Rue Saint-Denis, Montréal.
A Borrowed Mic and No Plan.
Billy Bisson isn't just a name on a label. He's the working-class Montréal guy who did everything right — steady job, young family, rented apartment in the Plateau — and still felt like he was drowning. Not in catastrophe. In the quiet kind of drowning that men rarely talk about: the weight of expectations nobody told you were there until you were already under them.
In the fall of 2018, Billy and his closest friend Marc recorded the first episode of what they called The Billy Bisson Podcast in Marc's basement apartment on Rue Saint-Denis. They had one Blue Yeti microphone, a blanket over a bookshelf to kill the echo, and nothing to say except the truth. They talked about Billy's father not knowing how to say "I love you." About Marc's panic attacks during his wife's first pregnancy. About how neither of them had a single male friend they could actually call at 2 in the morning.
The episode went up on a Tuesday. By Thursday it had been shared three hundred times by strangers in Montréal, Toronto, Calgary, and Saskatoon. Men writing in to say: this is exactly what I've been feeling and I've never heard anyone say it out loud.
That was the beginning. Not a business plan. Not a brand strategy. Just two men refusing to pretend.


— Requirement —
Text in the records must be reproduced exactly, and pictures must be skipped.

— Data for the task —
--- START ---

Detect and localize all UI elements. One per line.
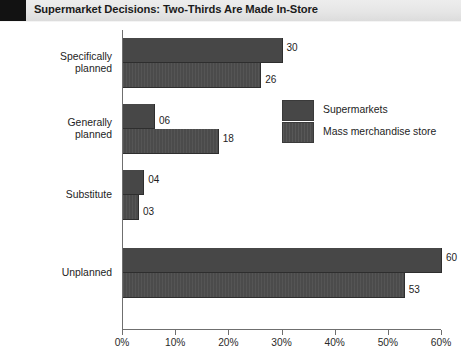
x-axis-tick	[388, 330, 389, 335]
bar	[123, 63, 261, 88]
x-axis-tick-label: 10%	[165, 337, 185, 348]
x-axis-tick-label: 40%	[324, 337, 344, 348]
legend-swatch	[282, 100, 314, 121]
bar	[123, 195, 139, 220]
x-axis-tick	[282, 330, 283, 335]
dark-square-block-icon	[0, 0, 26, 21]
x-axis-tick-label: 60%	[431, 337, 451, 348]
x-axis-tick	[335, 330, 336, 335]
bar	[123, 170, 144, 195]
x-axis-tick	[441, 330, 442, 335]
x-axis-tick	[175, 330, 176, 335]
category-label: Substitute	[66, 189, 112, 201]
bar-value-label: 30	[287, 42, 298, 53]
x-axis-tick-label: 30%	[271, 337, 291, 348]
bar-value-label: 18	[223, 133, 234, 144]
bar	[123, 38, 283, 63]
x-axis-tick	[122, 330, 123, 335]
bar	[123, 273, 405, 298]
bar-value-label: 53	[409, 284, 420, 295]
bar	[123, 129, 219, 154]
legend-label: Supermarkets	[323, 104, 388, 115]
x-axis-tick-label: 20%	[218, 337, 238, 348]
bar-value-label: 06	[159, 115, 170, 126]
chart-plot-area: 0%10%20%30%40%50%60% Specifically planne…	[0, 22, 461, 352]
category-label: Generally planned	[68, 117, 112, 142]
bar	[123, 248, 442, 273]
bar-value-label: 60	[446, 252, 457, 263]
chart-screenshot: Supermarket Decisions: Two-Thirds Are Ma…	[0, 0, 461, 352]
x-axis-tick	[228, 330, 229, 335]
bar-value-label: 04	[148, 174, 159, 185]
legend-label: Mass merchandise store	[323, 126, 436, 137]
category-label: Unplanned	[62, 267, 112, 279]
legend-swatch	[282, 122, 314, 143]
bar-value-label: 26	[265, 74, 276, 85]
bar-value-label: 03	[143, 206, 154, 217]
page-title: Supermarket Decisions: Two-Thirds Are Ma…	[34, 3, 318, 15]
category-label: Specifically planned	[60, 51, 112, 76]
bar	[123, 104, 155, 129]
x-axis-tick-label: 50%	[378, 337, 398, 348]
x-axis-tick-label: 0%	[115, 337, 130, 348]
title-bar: Supermarket Decisions: Two-Thirds Are Ma…	[0, 0, 461, 21]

--- END ---

— Exercise solution —
Detect and localize all UI elements. One per line.
x-axis-tick	[388, 330, 389, 335]
bar	[123, 63, 261, 88]
x-axis-tick-label: 10%	[165, 337, 185, 348]
x-axis-tick-label: 40%	[324, 337, 344, 348]
legend-swatch	[282, 100, 314, 121]
bar	[123, 195, 139, 220]
x-axis-tick	[282, 330, 283, 335]
dark-square-block-icon	[0, 0, 26, 21]
x-axis-tick-label: 60%	[431, 337, 451, 348]
x-axis-tick	[335, 330, 336, 335]
bar	[123, 170, 144, 195]
x-axis-tick	[441, 330, 442, 335]
x-axis-tick	[175, 330, 176, 335]
category-label: Substitute	[66, 189, 112, 201]
bar-value-label: 30	[287, 42, 298, 53]
x-axis-tick-label: 30%	[271, 337, 291, 348]
bar-value-label: 18	[223, 133, 234, 144]
bar	[123, 38, 283, 63]
x-axis-tick	[122, 330, 123, 335]
bar	[123, 273, 405, 298]
bar-value-label: 53	[409, 284, 420, 295]
bar	[123, 129, 219, 154]
legend-label: Supermarkets	[323, 104, 388, 115]
x-axis-tick-label: 20%	[218, 337, 238, 348]
bar-value-label: 06	[159, 115, 170, 126]
chart-plot-area: 0%10%20%30%40%50%60% Specifically planne…	[0, 22, 461, 352]
category-label: Generally planned	[68, 117, 112, 142]
bar	[123, 248, 442, 273]
bar-value-label: 60	[446, 252, 457, 263]
chart-screenshot: Supermarket Decisions: Two-Thirds Are Ma…	[0, 0, 461, 352]
x-axis-tick	[228, 330, 229, 335]
bar-value-label: 04	[148, 174, 159, 185]
legend-label: Mass merchandise store	[323, 126, 436, 137]
category-label: Unplanned	[62, 267, 112, 279]
legend-swatch	[282, 122, 314, 143]
bar-value-label: 26	[265, 74, 276, 85]
bar-value-label: 03	[143, 206, 154, 217]
page-title: Supermarket Decisions: Two-Thirds Are Ma…	[34, 3, 318, 15]
category-label: Specifically planned	[60, 51, 112, 76]
bar	[123, 104, 155, 129]
x-axis-tick-label: 50%	[378, 337, 398, 348]
x-axis-tick-label: 0%	[115, 337, 130, 348]
title-bar: Supermarket Decisions: Two-Thirds Are Ma…	[0, 0, 461, 21]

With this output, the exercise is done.